Conservative think tank says giving council housing to the needy has created ghettos

Tenants should be obliged to look for work as a condition of getting social housing, a new report from a Tory think tank has said.

The study commissioned by former Conservative Party leader Iain Duncan Smith and carried out by think tank The Centre for Social Justice said the proportion of social housing tenants in full time employment has halved from 67% to 34% between 1981 and 2006.

The research said council housing estates have degenerated into ghettoes with high rates of crime, unemployment and drug addiction because of a longstanding government policy requiring that local authorities give priority to those of “greatest need” on housing waiting lists.

The report claims this rule should be scrapped to ensure a social mix on estates and provide working families as “role models” to families dependent on welfare.

Mr Smith, who commissioned the report after visiting the deprived Easterhouse estate in Glasgow said: “What we have done over the last 30 years is create ghettoes where we have put all the most broken families.
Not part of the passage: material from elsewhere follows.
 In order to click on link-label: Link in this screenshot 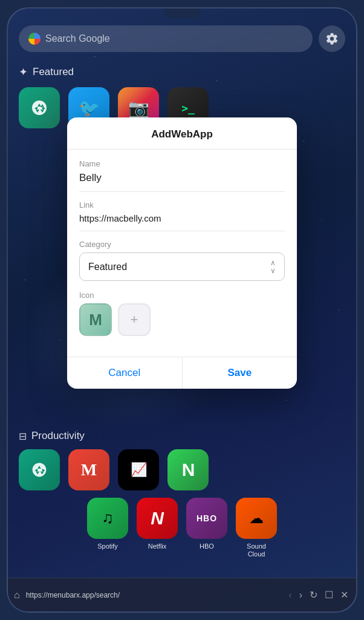, I will do `click(182, 205)`.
As a result these families go on to have broken children. We should be ashamed.”

Today, the average income of two in three tenants in social housing is 40% of the national average compared to 73% in the early 1980s and one in four heads of household on council estates are registered as permanently sick or disabled.

The report calls for the abolition of security of tenure for council tenants and the encouragement of more people to move out of social housing once they are able to buy or rent in the private sector. The Tories argue such terms were only appropriate when estates were dominated by stable working class families in the sixties.

The report also recommends that tenancy agreements should include conditions requiring the tenant to seek employment. It also called for more family sized housing to be built to encourage couples with children to remain together.